Aeonium ×velutinum Praeger
Herb; stems short and prostrate, rather thin, rooting freely, hidden at or just below the ground and with lf rosettes at or close to the ground. Rosettes to c. 17 cm diam., flat, often clustered; smaller rosettes around the main or terminal one. Outer rosette lvs to c. 14 × 4 cm, 4-6 mm thick near middle, obovate or spathulate, tapering gradually towards base, green with dark greenish, rather faint dashes on lower surface, puberulent and flat on both surfaces except for slightly rounded keel on lower; margins ciliate, often slightly reddish in upper part, otherwise green; apex mucronulate to mucronate. Flowering shoots arising from below main rosette lvs; axis rather slender and spreading, puberulent, with numerous leaflike bracts decreasing in size towards infl. Infl. a rather small, broad, ovoid-pyramidal panicle, ± rounded at the top, to c. 9 cm long; fls secund along branches. Calyx lobes 2.5-4 mm long, puberulent, triangular-ovate or lanceolate-ovate. Petals 8-9, 5-7.5 × c. 2 mm, elliptic-lanceolate, yellow. Stamens yellow, the inner whorl 5-6 mm long, the outer whorl slightly shorter. Carpels white or very pale green. Scales c. 0.3 mm long, ± broad-obovate, rounded to emarginate. Fr. and seeds not seen.
N.: Breaker Bay (Wellington); S.: Port Hills (Christchurch), Anderson's Bay (Dunedin).
Cultivated hybrid 1959
Sandy banks behind beaches, steep banks, sometimes amongst other herbs.
FL Oct-Dec.
This hybrid is an occasional escape from cultivation, mainly on the Port Hills, where it has grown wild for many years. The records of a Sempervivum sp. (Healy, A. J., Trans. Roy. Soc. N.Z. 87: 234 (1959)) and S. tectorum L. (Given 1984) are both based on a specimen (CHR 89524, Sumner, Christchurch, Healy, 30.12.1954) of Aeonium × velutinum. The short, prostrate stems, puberulent lvs with short and long marginal cilia, and the lateral infls distinguish this hybrid from any other member of its genus in N.Z. A. × velutinum has the parentage A. canariense (L.) Webb et. Berth. × A. caespitosum (C. A. Smith) Webb et Berth. and N.Z. plants match very closely the illustrations in Praeger (loc. cit.). The rather faint markings on the lower surface of the living lvs indicate the involvement of A. caespitosum.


§ **Task instructions**
Give the number of lines in the data below where the word "Austria" appears, and nothing besides.

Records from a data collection
┌──

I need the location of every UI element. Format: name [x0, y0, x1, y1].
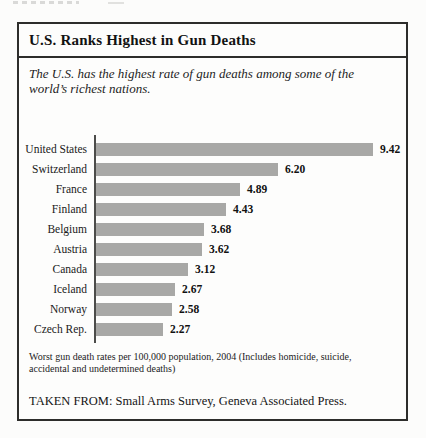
country-label: France	[19, 183, 94, 195]
country-label: Belgium	[19, 223, 94, 235]
bar-zone: 3.68	[94, 223, 406, 236]
bar-row: Belgium 3.68	[19, 219, 406, 239]
bar-zone: 3.62	[94, 243, 406, 256]
bar-row: Canada 3.12	[19, 259, 406, 279]
cropped-text-fragment	[13, 1, 79, 4]
bar-chart-rows: United States 9.42 Switzerland 6.20 Fran…	[19, 139, 406, 339]
bar	[96, 143, 373, 156]
bar-row: Czech Rep. 2.27	[19, 319, 406, 339]
country-label: Austria	[19, 243, 94, 255]
bar	[96, 263, 188, 276]
value-label: 6.20	[285, 163, 305, 175]
value-label: 2.67	[182, 283, 202, 295]
cropped-text-remnant	[13, 0, 133, 5]
value-label: 3.12	[195, 263, 215, 275]
bar	[96, 243, 202, 256]
bar-zone: 6.20	[94, 163, 406, 176]
bar-row: Switzerland 6.20	[19, 159, 406, 179]
bar-zone: 3.12	[94, 263, 406, 276]
value-label: 2.27	[170, 323, 190, 335]
bar	[96, 283, 175, 296]
value-label: 4.43	[233, 203, 253, 215]
cropped-text-fragment	[108, 2, 124, 4]
y-axis-line	[94, 135, 96, 343]
country-label: Czech Rep.	[19, 323, 94, 335]
bar	[96, 183, 240, 196]
country-label: Switzerland	[19, 163, 94, 175]
value-label: 9.42	[380, 143, 400, 155]
country-label: United States	[19, 143, 94, 155]
country-label: Finland	[19, 203, 94, 215]
bar-row: United States 9.42	[19, 139, 406, 159]
bar-zone: 4.89	[94, 183, 406, 196]
bar	[96, 323, 163, 336]
bar-row: Norway 2.58	[19, 299, 406, 319]
bar-zone: 4.43	[94, 203, 406, 216]
title-divider	[19, 56, 406, 58]
value-label: 4.89	[247, 183, 267, 195]
bar-row: France 4.89	[19, 179, 406, 199]
bar	[96, 223, 204, 236]
country-label: Norway	[19, 303, 94, 315]
bar-row: Finland 4.43	[19, 199, 406, 219]
bar	[96, 303, 172, 316]
chart-footnote: Worst gun death rates per 100,000 popula…	[29, 351, 374, 375]
value-label: 3.62	[209, 243, 229, 255]
bar	[96, 203, 226, 216]
country-label: Iceland	[19, 283, 94, 295]
bar-chart: United States 9.42 Switzerland 6.20 Fran…	[19, 135, 406, 343]
panel-title: U.S. Ranks Highest in Gun Deaths	[29, 32, 396, 49]
value-label: 3.68	[211, 223, 231, 235]
bar-zone: 2.67	[94, 283, 406, 296]
bar-row: Iceland 2.67	[19, 279, 406, 299]
bar-zone: 9.42	[94, 143, 406, 156]
source-line: TAKEN FROM: Small Arms Survey, Geneva As…	[29, 394, 392, 409]
bar-zone: 2.27	[94, 323, 406, 336]
panel-subtitle: The U.S. has the highest rate of gun dea…	[29, 66, 392, 96]
country-label: Canada	[19, 263, 94, 275]
value-label: 2.58	[179, 303, 199, 315]
bar	[96, 163, 278, 176]
chart-panel: U.S. Ranks Highest in Gun Deaths The U.S…	[17, 22, 408, 421]
bar-zone: 2.58	[94, 303, 406, 316]
bar-row: Austria 3.62	[19, 239, 406, 259]
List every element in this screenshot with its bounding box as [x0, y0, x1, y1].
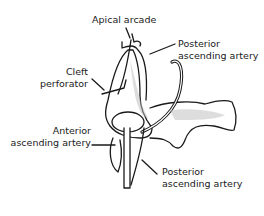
label-posterior-ascending-artery-bottom-2: ascending artery: [162, 178, 242, 190]
label-anterior-ascending-artery-1: Anterior: [53, 125, 91, 137]
label-cleft-perforator-1: Cleft: [66, 66, 88, 78]
label-anterior-ascending-artery-2: ascending artery: [11, 137, 91, 149]
leader-cleft-perforator: [92, 79, 104, 90]
leader-apical-arcade: [126, 28, 130, 38]
leader-posterior-bottom: [142, 160, 157, 174]
label-apical-arcade: Apical arcade: [92, 14, 156, 26]
label-posterior-ascending-artery-top-1: Posterior: [178, 38, 220, 50]
descending-vessel: [124, 128, 130, 188]
label-cleft-perforator-2: perforator: [40, 78, 88, 90]
label-posterior-ascending-artery-top-2: ascending artery: [178, 50, 258, 62]
label-posterior-ascending-artery-bottom-1: Posterior: [162, 166, 204, 178]
leader-posterior-top: [150, 44, 175, 54]
bone-wing: [150, 101, 236, 148]
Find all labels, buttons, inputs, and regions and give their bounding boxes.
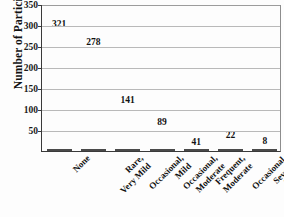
y-axis-tickmark [38,47,42,48]
y-axis-tick-label: 50 [29,127,39,136]
plot-area: 3212781418941228 [41,5,281,152]
x-axis-category-label: Rare,Very Mild [111,153,153,195]
bar [218,149,243,151]
x-axis-tick-labels: NoneRare,Very MildOccasional,MildOccasio… [41,153,281,217]
x-axis-category-label: Frequent,Moderate [213,153,254,194]
bar-column: 8 [252,148,277,151]
bar [81,149,106,151]
y-axis-tick-label: 200 [24,64,38,73]
y-axis-tick-label: 150 [24,85,38,94]
bar-value-label: 321 [47,19,72,29]
y-axis-tickmark [38,110,42,111]
y-axis-tickmark [38,89,42,90]
gridline [42,5,280,6]
y-axis-tick-label: 100 [24,106,38,115]
bar-column: 278 [81,34,106,151]
y-axis-tick-label: 350 [24,1,38,10]
gridline [42,26,280,27]
bar [47,149,72,151]
y-axis-tickmark [38,5,42,6]
x-axis-category-line: None [71,153,93,175]
bar-value-label: 8 [252,136,277,146]
y-axis-tickmark [38,68,42,69]
bar [252,149,277,151]
x-axis-category-label: Occasional,Severe [250,153,284,199]
y-axis-tick-label: 250 [24,43,38,52]
gridline [42,47,280,48]
y-axis-tick-label: 300 [24,22,38,31]
bar-column: 22 [218,142,243,151]
bar-series: 3212781418941228 [42,5,280,151]
bar-column: 41 [184,134,209,151]
gridline [42,68,280,69]
bar-chart: Number of Participants 50100150200250300… [0,0,284,217]
y-axis-tick-labels: 50100150200250300350 [14,0,38,160]
gridline [42,89,280,90]
gridline [42,131,280,132]
x-axis-category-label: Occasional,Mild [147,153,193,199]
bar-value-label: 141 [115,95,140,105]
bar [115,149,140,151]
bar-value-label: 41 [184,137,209,147]
bar [184,149,209,151]
gridline [42,110,280,111]
bar-column: 141 [115,92,140,151]
bar-value-label: 89 [150,117,175,127]
y-axis-tickmark [38,131,42,132]
x-axis-category-label: None [71,153,93,175]
y-axis-tickmark [38,26,42,27]
bar [150,149,175,151]
bar-column: 89 [150,114,175,151]
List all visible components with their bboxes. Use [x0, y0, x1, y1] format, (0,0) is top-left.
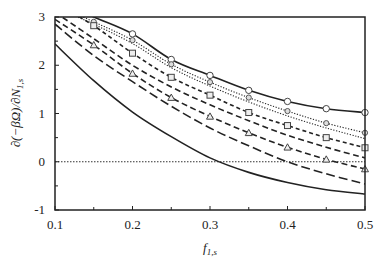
square-marker: [285, 123, 291, 129]
line-chart: 0.10.20.30.40.5 -10123 f1,s ∂(−βΩ)/∂N1,s: [0, 0, 385, 267]
y-tick-label: 2: [39, 57, 46, 72]
square-marker: [246, 110, 252, 116]
circle-marker: [207, 72, 213, 78]
triangle-marker: [284, 144, 291, 150]
diamond-marker: [246, 95, 251, 100]
diamond-marker: [324, 121, 329, 126]
x-tick-label: 0.4: [279, 217, 296, 232]
diamond-marker: [169, 62, 174, 67]
square-marker: [130, 50, 136, 56]
y-tick-label: 1: [39, 106, 46, 121]
circle-marker: [323, 105, 329, 111]
y-axis-label: ∂(−βΩ)/∂N1,s: [8, 78, 25, 147]
circle-marker: [129, 31, 135, 37]
triangle-marker: [168, 94, 175, 100]
x-tick-label: 0.1: [47, 217, 63, 232]
diamond-marker: [207, 80, 212, 85]
square-marker: [207, 92, 213, 98]
circle-marker: [284, 98, 290, 104]
x-tick-label: 0.2: [124, 217, 140, 232]
y-tick-label: 0: [39, 154, 46, 169]
circle-marker: [246, 87, 252, 93]
y-tick-label: -1: [34, 202, 45, 217]
y-tick-label: 3: [39, 9, 46, 24]
square-marker: [91, 23, 97, 29]
diamond-marker: [285, 108, 290, 113]
x-axis-label: f1,s: [203, 240, 217, 257]
square-marker: [323, 135, 329, 141]
markers-group: [90, 19, 368, 172]
x-tick-label: 0.3: [202, 217, 218, 232]
x-tick-label: 0.5: [357, 217, 373, 232]
diamond-marker: [130, 38, 135, 43]
square-marker: [168, 74, 174, 80]
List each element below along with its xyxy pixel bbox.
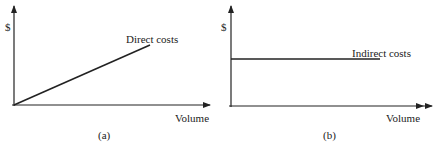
panel-a-caption: (a) [98, 129, 110, 141]
panel-a-y-label: $ [5, 21, 11, 33]
panel-b-x-axis-arrow-2 [416, 103, 424, 109]
panel-a-axes [12, 6, 210, 106]
direct-costs-line [14, 45, 150, 105]
panel-b-caption: (b) [323, 129, 336, 141]
panel-b-y-label: $ [221, 21, 227, 33]
direct-costs-label: Direct costs [126, 33, 178, 45]
panel-b-x-label: Volume [386, 112, 420, 124]
panel-a-x-label: Volume [175, 112, 209, 124]
diagram-canvas [0, 0, 437, 146]
indirect-costs-label: Indirect costs [352, 47, 411, 59]
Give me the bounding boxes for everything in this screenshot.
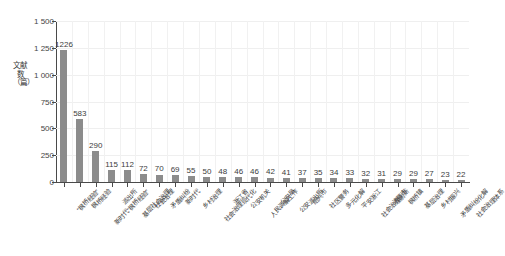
gridline-vertical: [374, 21, 375, 182]
y-axis-tick: [52, 155, 56, 156]
bar-value-label: 22: [457, 170, 466, 179]
gridline-vertical: [151, 21, 152, 182]
x-axis-tick: [445, 183, 446, 187]
bar: [108, 170, 115, 182]
x-axis-tick: [96, 183, 97, 187]
x-axis-tick: [255, 183, 256, 187]
x-axis-tick: [286, 183, 287, 187]
bar-value-label: 34: [330, 168, 339, 177]
bar: [60, 50, 67, 182]
bar: [330, 178, 337, 182]
x-axis-tick: [461, 183, 462, 187]
x-axis-tick: [223, 183, 224, 187]
bar: [442, 180, 449, 182]
bar-value-label: 290: [89, 141, 102, 150]
bar-value-label: 33: [345, 168, 354, 177]
bar-value-label: 27: [425, 169, 434, 178]
x-axis-tick: [127, 183, 128, 187]
bar-value-label: 115: [105, 160, 118, 169]
gridline-vertical: [247, 21, 248, 182]
bar: [299, 178, 306, 182]
bar-value-label: 112: [121, 160, 134, 169]
x-axis-tick: [159, 183, 160, 187]
bar: [219, 177, 226, 182]
x-axis-tick: [143, 183, 144, 187]
bar-value-label: 46: [234, 167, 243, 176]
bar-value-label: 1226: [55, 40, 73, 49]
gridline-vertical: [183, 21, 184, 182]
bar-value-label: 50: [202, 167, 211, 176]
gridline-vertical: [199, 21, 200, 182]
bar-value-label: 29: [409, 169, 418, 178]
gridline-vertical: [215, 21, 216, 182]
gridline-vertical: [135, 21, 136, 182]
y-axis-tick: [52, 75, 56, 76]
gridline-vertical: [167, 21, 168, 182]
bar: [378, 179, 385, 182]
y-axis-tick: [52, 128, 56, 129]
x-axis-tick: [350, 183, 351, 187]
bar: [267, 178, 274, 183]
bar-value-label: 70: [155, 164, 164, 173]
x-axis-tick: [318, 183, 319, 187]
gridline-vertical: [104, 21, 105, 182]
bar: [203, 177, 210, 182]
bar: [235, 177, 242, 182]
bar: [394, 179, 401, 182]
y-axis-tick: [52, 21, 56, 22]
x-axis-tick: [207, 183, 208, 187]
bar-value-label: 31: [377, 169, 386, 178]
bar: [124, 170, 131, 182]
gridline-vertical: [437, 21, 438, 182]
gridline-vertical: [88, 21, 89, 182]
x-axis-tick: [175, 183, 176, 187]
x-axis-tick: [191, 183, 192, 187]
bar-value-label: 35: [314, 168, 323, 177]
bar: [156, 175, 163, 183]
y-axis-tick-label: 1 250: [34, 43, 54, 52]
bar-value-label: 37: [298, 168, 307, 177]
bar: [140, 174, 147, 182]
x-axis-category-label: 绍兴市: [310, 188, 328, 206]
bar: [458, 180, 465, 182]
x-axis-tick: [382, 183, 383, 187]
x-axis-tick: [270, 183, 271, 187]
gridline-vertical: [326, 21, 327, 182]
bar-value-label: 46: [250, 167, 259, 176]
bar: [92, 151, 99, 182]
bar: [188, 176, 195, 182]
bar-value-label: 55: [187, 166, 196, 175]
bar: [426, 179, 433, 182]
x-axis-tick: [429, 183, 430, 187]
gridline-vertical: [421, 21, 422, 182]
bar-value-label: 41: [282, 168, 291, 177]
x-axis-line: [56, 182, 470, 183]
bar: [172, 175, 179, 182]
bar-value-label: 69: [171, 165, 180, 174]
gridline-vertical: [310, 21, 311, 182]
bar-value-label: 72: [139, 164, 148, 173]
bar: [283, 178, 290, 182]
gridline-vertical: [263, 21, 264, 182]
x-axis-tick: [398, 183, 399, 187]
x-axis-tick: [80, 183, 81, 187]
bar-value-label: 42: [266, 167, 275, 176]
gridline-vertical: [453, 21, 454, 182]
gridline-vertical: [342, 21, 343, 182]
gridline-vertical: [120, 21, 121, 182]
x-axis-tick: [112, 183, 113, 187]
y-axis-tick-label: 1 500: [34, 17, 54, 26]
y-axis-tick-labels: 02505007501 0001 2501 500: [22, 0, 54, 256]
bar: [251, 177, 258, 182]
bar-value-label: 583: [73, 109, 86, 118]
gridline-vertical: [278, 21, 279, 182]
gridline-vertical: [294, 21, 295, 182]
bar-value-label: 23: [441, 170, 450, 179]
bar-value-label: 29: [393, 169, 402, 178]
x-axis-tick: [64, 183, 65, 187]
bar: [315, 178, 322, 182]
x-axis-category-label: 乡村治理: [201, 188, 223, 210]
bar: [410, 179, 417, 182]
x-axis-tick: [366, 183, 367, 187]
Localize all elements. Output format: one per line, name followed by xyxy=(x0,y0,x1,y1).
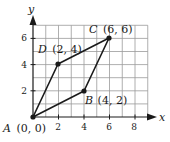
x-axis-arrow-icon xyxy=(147,114,157,121)
point-b xyxy=(81,88,86,93)
point-a-coords: (0, 0) xyxy=(16,122,46,135)
point-b-letter: B xyxy=(84,94,93,107)
graph-svg: x y 2 4 6 8 2 4 6 A (0, 0) B (4, 2) C (6… xyxy=(0,0,170,142)
y-tick-label: 4 xyxy=(21,60,27,70)
point-d-letter: D xyxy=(37,43,47,56)
point-a xyxy=(30,114,35,119)
x-tick-label: 6 xyxy=(106,122,112,132)
label-point-a: A (0, 0) xyxy=(2,122,46,135)
label-point-d: D (2, 4) xyxy=(37,43,82,56)
point-c xyxy=(106,35,111,40)
point-d-coords: (2, 4) xyxy=(52,43,82,56)
y-axis xyxy=(30,15,37,117)
x-axis-label: x xyxy=(159,111,166,124)
y-axis-label: y xyxy=(27,3,35,16)
point-d xyxy=(55,61,60,66)
y-tick-label: 2 xyxy=(21,86,27,96)
label-point-b: B (4, 2) xyxy=(84,94,127,107)
label-point-c: C (6, 6) xyxy=(89,23,133,36)
y-axis-arrow-icon xyxy=(30,15,37,25)
point-b-coords: (4, 2) xyxy=(98,94,128,107)
x-tick-label: 8 xyxy=(131,122,137,132)
x-axis xyxy=(33,114,157,121)
point-a-letter: A xyxy=(2,122,11,135)
point-c-coords: (6, 6) xyxy=(103,23,133,36)
y-tick-label: 6 xyxy=(21,33,27,43)
x-tick-label: 2 xyxy=(55,122,61,132)
x-tick-label: 4 xyxy=(81,122,87,132)
point-c-letter: C xyxy=(89,23,98,36)
coordinate-figure: x y 2 4 6 8 2 4 6 A (0, 0) B (4, 2) C (6… xyxy=(0,0,170,142)
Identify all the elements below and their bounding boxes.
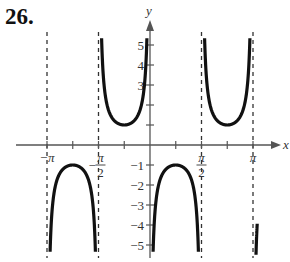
curve-branch [256, 224, 257, 255]
y-tick-label: 5 [138, 38, 145, 53]
curve-branch [153, 165, 198, 252]
y-tick-label: −2 [130, 178, 144, 193]
y-tick-label: 4 [138, 58, 145, 73]
y-tick-label: −3 [130, 198, 144, 213]
y-axis-label: y [144, 3, 152, 18]
x-tick-label: −π [39, 150, 55, 165]
x-tick-label: π [97, 150, 104, 165]
graph: x y −π−π2π2π543−1−2−3−4−5 [0, 0, 290, 262]
curve-branch [50, 165, 95, 252]
y-tick-label: −4 [130, 218, 144, 233]
x-tick-label: 2 [198, 165, 205, 180]
axes: x y [16, 3, 289, 258]
function-curves [50, 38, 257, 255]
x-tick-label: π [250, 150, 257, 165]
x-tick-label: − [88, 158, 95, 173]
x-tick-label: π [198, 150, 205, 165]
y-axis-arrow-icon [146, 20, 154, 31]
y-tick-label: −1 [130, 158, 144, 173]
x-axis-arrow-icon [271, 141, 281, 149]
curve-branch [205, 38, 250, 125]
y-tick-label: −5 [130, 238, 144, 253]
x-tick-label: 2 [97, 165, 104, 180]
x-axis-label: x [282, 137, 289, 152]
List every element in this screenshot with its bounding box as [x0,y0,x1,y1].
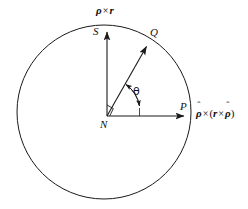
radius-to-q-line [107,47,147,117]
point-label-n: N [100,119,107,130]
vertical-axis-label: ˆρ×r [96,5,114,16]
horizontal-axis-label: ˆρ×(r×ˆρ) [196,108,234,119]
paren-close-glyph: ) [231,107,235,119]
rho-hat-glyph: ˆρ [96,5,102,16]
rho-hat-glyph: ˆρ [196,108,202,119]
main-circle [17,25,191,199]
hat-accent-icon: ˆ [226,102,229,111]
point-label-s: S [93,26,99,37]
diagram-svg [0,0,248,209]
point-label-p: P [180,101,187,112]
figure-canvas: N S P Q θ ˆρ×r ˆρ×(r×ˆρ) [0,0,248,209]
hat-accent-icon: ˆ [197,102,200,111]
hat-accent-icon: ˆ [97,0,100,9]
rho-hat-glyph: ˆρ [225,108,231,119]
theta-label: θ [133,86,140,97]
r-vector-glyph: r [109,4,113,16]
point-label-q: Q [150,27,158,38]
times-operator-icon: × [217,108,225,119]
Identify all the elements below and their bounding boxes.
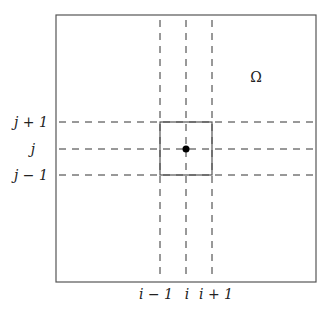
col-label-i: i [185, 286, 189, 302]
grid-diagram: Ω j + 1 j j − 1 i − 1 i i + 1 [0, 0, 333, 312]
center-node-point [183, 146, 190, 153]
col-label-i-plus-1: i + 1 [199, 286, 233, 302]
domain-label: Ω [250, 69, 262, 85]
row-label-j: j [28, 141, 36, 157]
col-label-i-minus-1: i − 1 [139, 286, 173, 302]
row-label-j-minus-1: j − 1 [11, 167, 48, 183]
row-label-j-plus-1: j + 1 [11, 114, 48, 130]
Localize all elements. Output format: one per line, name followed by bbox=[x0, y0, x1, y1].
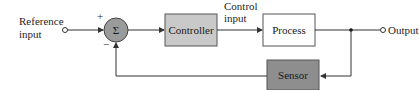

└──

§ **Your response**
2